You can’t ignore it.
And if you’re building anything serious here, you’ve probably lived it.
It’s the silence between generations.
Legacy vs. Leadership
On paper, Vietnam is booming. We’ve got a new wave of founders, professional operators, and Western-educated returnees ready to build — fast, lean, and global.
But behind every growth-stage business, there’s often a previous generation quietly watching from the background. Or not so quietly.
Fathers who built family fortunes from scratch — now unsure how to let go.
Mothers who run the HR department because “we trust family.”
Uncles and in-laws with seats at the table but no operational role.
And in many cases, a next-gen founder who’s caught in between:
Too modern for tradition.
Too filial for confrontation.
The result? Paralysis. Decisions take too long. Vision gets watered down. Strategy becomes negotiation — not with customers or investors, but with family.
Why This Hurts More Than People Admit
Nobody wants to talk about this in public. It feels disrespectful. But this tension kills momentum in some of Vietnam’s most promising companies.
I’ve seen:
Founders forced to promote relatives over better talent
Leadership teams where no one makes real decisions without a family member’s blessing
Companies that hit $10M, $20M, even $50M — then stall out because the founder is stuck between modern ambition and traditional loyalty
This isn't just a startup problem. It happens inside conglomerates, too. Legacy doesn't scale unless leadership evolves with it.
The Conversation That Never Happens
Here’s the hard truth:
Most second-generation founders or operators are too polite to confront this dynamic directly.
They say:
“We’re figuring things out.”
“It’s complicated.”
“I just need more time.”
But behind closed doors, they’re exhausted.
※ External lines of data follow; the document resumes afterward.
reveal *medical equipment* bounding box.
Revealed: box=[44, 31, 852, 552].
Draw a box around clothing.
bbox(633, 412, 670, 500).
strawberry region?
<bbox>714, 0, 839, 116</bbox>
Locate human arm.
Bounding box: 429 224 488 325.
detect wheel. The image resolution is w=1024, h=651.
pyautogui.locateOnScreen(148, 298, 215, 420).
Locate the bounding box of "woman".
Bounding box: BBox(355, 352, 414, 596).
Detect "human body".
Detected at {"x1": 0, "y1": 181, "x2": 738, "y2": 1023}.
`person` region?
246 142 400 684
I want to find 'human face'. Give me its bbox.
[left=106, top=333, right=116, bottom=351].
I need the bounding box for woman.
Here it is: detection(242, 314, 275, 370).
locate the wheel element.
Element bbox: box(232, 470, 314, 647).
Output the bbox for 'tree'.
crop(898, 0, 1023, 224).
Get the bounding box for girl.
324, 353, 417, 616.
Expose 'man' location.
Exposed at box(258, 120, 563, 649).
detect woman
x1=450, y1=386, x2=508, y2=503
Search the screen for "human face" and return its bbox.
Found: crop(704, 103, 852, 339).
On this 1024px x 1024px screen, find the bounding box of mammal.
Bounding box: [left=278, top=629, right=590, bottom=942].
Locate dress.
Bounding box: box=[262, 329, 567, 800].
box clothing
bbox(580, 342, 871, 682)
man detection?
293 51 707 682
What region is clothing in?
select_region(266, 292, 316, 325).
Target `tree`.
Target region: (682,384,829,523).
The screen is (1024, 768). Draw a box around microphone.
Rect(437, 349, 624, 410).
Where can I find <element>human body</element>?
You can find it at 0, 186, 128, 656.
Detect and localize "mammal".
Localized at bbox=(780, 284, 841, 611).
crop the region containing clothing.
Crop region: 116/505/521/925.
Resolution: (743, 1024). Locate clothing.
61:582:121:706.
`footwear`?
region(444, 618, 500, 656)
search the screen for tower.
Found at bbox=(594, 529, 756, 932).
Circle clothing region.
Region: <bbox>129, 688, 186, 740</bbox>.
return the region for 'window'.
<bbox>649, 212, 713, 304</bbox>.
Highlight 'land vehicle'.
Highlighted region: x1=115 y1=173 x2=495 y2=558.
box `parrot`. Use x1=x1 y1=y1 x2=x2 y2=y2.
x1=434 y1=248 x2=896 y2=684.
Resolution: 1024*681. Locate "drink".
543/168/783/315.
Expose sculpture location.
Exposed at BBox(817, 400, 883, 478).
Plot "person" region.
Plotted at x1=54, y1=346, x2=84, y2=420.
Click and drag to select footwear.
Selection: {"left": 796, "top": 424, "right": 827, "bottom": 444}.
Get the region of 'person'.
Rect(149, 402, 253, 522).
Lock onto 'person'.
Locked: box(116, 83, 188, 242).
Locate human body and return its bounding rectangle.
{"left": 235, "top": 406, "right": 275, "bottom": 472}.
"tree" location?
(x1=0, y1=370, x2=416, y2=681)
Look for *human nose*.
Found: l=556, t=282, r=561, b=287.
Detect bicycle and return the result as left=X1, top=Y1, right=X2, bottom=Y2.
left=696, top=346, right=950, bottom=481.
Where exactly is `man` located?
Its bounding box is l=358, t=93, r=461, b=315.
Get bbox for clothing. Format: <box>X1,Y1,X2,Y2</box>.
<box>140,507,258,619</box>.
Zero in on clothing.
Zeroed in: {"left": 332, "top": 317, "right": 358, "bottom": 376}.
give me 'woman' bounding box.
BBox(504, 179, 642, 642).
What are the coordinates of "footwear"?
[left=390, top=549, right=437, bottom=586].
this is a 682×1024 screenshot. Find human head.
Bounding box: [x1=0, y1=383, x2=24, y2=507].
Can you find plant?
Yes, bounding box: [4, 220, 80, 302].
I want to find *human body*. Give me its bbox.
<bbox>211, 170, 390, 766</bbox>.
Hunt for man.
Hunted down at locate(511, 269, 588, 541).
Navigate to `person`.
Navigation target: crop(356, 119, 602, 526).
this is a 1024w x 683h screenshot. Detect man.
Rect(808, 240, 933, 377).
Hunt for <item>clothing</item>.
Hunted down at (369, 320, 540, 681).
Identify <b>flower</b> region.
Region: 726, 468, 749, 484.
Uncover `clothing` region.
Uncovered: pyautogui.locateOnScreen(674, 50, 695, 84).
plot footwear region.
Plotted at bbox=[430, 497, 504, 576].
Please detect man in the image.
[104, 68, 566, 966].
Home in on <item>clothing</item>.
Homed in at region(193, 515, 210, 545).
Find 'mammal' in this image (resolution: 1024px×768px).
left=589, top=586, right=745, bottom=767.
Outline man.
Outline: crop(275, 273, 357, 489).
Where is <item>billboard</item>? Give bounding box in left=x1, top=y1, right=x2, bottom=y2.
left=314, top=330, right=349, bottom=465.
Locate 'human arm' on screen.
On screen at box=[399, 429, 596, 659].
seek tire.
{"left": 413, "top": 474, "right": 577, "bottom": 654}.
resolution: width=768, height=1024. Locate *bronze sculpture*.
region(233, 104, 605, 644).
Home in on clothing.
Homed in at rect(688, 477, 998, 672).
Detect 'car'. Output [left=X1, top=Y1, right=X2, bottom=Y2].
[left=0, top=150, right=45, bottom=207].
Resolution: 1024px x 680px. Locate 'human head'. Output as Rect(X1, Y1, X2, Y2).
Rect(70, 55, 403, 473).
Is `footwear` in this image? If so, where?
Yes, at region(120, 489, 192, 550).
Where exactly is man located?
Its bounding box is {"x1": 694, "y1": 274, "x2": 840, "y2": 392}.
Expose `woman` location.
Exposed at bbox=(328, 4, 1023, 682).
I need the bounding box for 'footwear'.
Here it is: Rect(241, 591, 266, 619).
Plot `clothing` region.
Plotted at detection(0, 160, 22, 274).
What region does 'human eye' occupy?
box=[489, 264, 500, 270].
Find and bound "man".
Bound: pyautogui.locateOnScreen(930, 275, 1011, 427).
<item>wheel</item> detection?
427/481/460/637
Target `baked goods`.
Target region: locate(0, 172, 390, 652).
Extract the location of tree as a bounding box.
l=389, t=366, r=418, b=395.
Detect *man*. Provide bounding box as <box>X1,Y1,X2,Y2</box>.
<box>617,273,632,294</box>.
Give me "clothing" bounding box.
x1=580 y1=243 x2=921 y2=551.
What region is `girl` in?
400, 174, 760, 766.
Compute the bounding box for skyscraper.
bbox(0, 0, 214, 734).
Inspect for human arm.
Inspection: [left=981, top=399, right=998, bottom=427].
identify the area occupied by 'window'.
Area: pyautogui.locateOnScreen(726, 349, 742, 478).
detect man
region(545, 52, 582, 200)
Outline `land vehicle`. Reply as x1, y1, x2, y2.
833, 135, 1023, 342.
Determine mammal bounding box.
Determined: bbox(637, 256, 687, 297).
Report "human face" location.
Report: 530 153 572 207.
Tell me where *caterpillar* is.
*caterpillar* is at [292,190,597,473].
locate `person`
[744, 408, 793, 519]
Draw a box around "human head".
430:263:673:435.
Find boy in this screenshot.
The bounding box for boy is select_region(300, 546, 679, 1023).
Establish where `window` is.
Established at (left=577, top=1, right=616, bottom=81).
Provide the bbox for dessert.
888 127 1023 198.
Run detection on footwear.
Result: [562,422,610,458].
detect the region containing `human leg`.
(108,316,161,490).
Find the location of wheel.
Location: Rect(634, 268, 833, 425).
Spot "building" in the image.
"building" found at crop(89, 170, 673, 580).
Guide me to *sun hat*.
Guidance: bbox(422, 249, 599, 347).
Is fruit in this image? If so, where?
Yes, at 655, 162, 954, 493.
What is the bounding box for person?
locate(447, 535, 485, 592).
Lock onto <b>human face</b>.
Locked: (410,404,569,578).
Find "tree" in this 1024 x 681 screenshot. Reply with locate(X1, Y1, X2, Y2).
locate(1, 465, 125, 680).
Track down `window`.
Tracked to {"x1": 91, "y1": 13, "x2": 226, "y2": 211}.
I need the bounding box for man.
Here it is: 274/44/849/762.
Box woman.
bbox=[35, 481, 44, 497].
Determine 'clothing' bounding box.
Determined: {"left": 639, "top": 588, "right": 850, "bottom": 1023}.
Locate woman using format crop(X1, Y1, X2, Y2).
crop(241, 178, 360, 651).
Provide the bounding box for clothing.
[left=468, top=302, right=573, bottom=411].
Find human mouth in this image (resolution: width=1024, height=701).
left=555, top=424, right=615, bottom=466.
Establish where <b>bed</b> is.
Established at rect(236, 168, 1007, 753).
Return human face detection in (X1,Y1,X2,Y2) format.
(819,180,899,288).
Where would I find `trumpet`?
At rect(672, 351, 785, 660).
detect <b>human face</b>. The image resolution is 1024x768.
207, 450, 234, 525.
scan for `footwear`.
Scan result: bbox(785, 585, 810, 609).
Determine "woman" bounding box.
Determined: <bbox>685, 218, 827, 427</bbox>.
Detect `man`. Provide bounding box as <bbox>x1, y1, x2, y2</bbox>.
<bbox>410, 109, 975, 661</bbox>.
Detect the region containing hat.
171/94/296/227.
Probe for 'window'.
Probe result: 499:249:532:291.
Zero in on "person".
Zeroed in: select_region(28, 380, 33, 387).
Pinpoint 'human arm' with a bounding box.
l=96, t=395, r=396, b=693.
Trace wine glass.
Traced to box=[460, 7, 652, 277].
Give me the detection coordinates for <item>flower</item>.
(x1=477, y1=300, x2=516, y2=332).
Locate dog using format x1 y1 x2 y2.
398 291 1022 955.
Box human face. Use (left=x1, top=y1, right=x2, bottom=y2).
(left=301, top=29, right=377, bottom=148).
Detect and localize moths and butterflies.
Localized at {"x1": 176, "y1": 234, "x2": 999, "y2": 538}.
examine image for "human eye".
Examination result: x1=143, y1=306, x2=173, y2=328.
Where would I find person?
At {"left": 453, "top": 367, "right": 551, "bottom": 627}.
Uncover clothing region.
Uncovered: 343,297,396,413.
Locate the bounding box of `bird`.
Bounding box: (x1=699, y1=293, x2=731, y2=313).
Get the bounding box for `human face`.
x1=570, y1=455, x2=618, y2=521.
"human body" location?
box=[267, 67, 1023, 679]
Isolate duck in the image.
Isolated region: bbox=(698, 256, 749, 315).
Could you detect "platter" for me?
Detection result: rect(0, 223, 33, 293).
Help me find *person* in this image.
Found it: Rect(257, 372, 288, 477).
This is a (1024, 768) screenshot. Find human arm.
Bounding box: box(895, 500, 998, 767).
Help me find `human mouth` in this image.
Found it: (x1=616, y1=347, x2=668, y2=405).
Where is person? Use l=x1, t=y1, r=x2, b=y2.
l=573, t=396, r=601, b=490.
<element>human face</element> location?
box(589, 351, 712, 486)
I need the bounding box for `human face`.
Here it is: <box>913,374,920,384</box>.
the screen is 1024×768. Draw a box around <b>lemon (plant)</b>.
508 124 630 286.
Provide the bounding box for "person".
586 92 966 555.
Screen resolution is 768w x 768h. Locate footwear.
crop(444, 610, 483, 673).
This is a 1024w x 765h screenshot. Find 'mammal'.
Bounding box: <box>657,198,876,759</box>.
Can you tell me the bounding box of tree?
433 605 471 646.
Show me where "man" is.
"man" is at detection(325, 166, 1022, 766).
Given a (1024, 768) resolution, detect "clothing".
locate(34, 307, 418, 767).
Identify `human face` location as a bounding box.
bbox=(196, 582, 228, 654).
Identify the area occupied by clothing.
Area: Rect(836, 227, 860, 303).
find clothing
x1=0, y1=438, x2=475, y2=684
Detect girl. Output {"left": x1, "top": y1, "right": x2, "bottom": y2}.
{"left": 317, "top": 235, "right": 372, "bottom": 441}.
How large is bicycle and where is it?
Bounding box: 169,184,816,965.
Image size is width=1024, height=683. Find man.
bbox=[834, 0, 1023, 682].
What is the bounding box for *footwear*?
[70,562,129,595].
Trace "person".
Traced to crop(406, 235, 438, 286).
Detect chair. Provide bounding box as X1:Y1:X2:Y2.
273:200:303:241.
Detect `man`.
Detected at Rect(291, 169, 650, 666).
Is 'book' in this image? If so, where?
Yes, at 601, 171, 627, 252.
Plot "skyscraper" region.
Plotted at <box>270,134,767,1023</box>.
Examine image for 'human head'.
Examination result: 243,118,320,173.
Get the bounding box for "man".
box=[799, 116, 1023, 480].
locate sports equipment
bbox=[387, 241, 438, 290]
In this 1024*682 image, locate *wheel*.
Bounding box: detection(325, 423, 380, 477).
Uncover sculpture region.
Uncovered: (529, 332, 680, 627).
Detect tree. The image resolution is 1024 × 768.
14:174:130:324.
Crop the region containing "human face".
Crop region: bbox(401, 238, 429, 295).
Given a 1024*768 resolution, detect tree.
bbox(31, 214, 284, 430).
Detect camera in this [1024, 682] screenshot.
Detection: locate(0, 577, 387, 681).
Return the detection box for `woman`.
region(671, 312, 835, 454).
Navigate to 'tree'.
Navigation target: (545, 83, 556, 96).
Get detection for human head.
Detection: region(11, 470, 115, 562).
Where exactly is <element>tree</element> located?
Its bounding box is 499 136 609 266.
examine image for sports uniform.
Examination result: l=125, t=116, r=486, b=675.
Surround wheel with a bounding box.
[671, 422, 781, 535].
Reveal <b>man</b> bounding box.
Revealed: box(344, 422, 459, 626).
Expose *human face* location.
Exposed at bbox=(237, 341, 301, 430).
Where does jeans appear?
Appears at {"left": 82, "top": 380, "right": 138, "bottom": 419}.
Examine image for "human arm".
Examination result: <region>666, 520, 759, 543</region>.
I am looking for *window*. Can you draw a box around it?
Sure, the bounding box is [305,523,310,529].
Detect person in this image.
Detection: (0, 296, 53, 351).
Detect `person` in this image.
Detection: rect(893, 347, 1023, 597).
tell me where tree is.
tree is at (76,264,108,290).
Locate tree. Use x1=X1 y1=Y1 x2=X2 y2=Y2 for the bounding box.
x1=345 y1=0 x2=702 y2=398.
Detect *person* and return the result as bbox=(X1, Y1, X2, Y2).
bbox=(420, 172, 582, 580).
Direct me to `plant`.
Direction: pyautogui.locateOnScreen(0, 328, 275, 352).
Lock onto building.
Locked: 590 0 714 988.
Trapped between gratitude and growth. Stuck performing both roles: executor and emotional manager.
And most of them have no one to talk to about it — not even their teams.
The Cost of Silence
This isn’t about disrespecting family. This is about recognizing a business truth:
What got you here won’t get you there.
Founders who want to scale need to transition from pleasing everyone to making hard calls. That doesn’t mean abandoning values — it means protecting the company’s ability to adapt and win.
I’ve worked with companies who made the shift:
Moved family members to board/advisory roles
Hired external leadership with full decision rights
Rebuilt trust by being transparent with both generations
The ones who succeed don’t cut ties. They restructure the relationship.
If You’re Caught in This Right Now
You’re not alone.
In fact, you’re in the majority. Most of Vietnam’s growth-stage companies are facing some version of this dynamic.
So start here:
Acknowledge it. Stop pretending it’s not affecting operations.
Draw clear zones. Define where family ends and business begins.
Over-communicate. Silence is where assumptions grow toxic.
Build your own circle. You need peers, not just advisors or employees.
The Shift
Vietnam is entering a generational handoff — not just of wealth, but of decision-making power.
We need a new kind of leadership:
Still grounded in respect
But trained in clarity, courage, and conviction
And that shift doesn’t start with an org chart. It starts with telling the truth — even when it’s uncomfortable.
Next in Inside the Shift:
The Real Boardroom in Vietnam Has No Table
(How decisions actually get made — and why knowing the org chart isn’t enough.)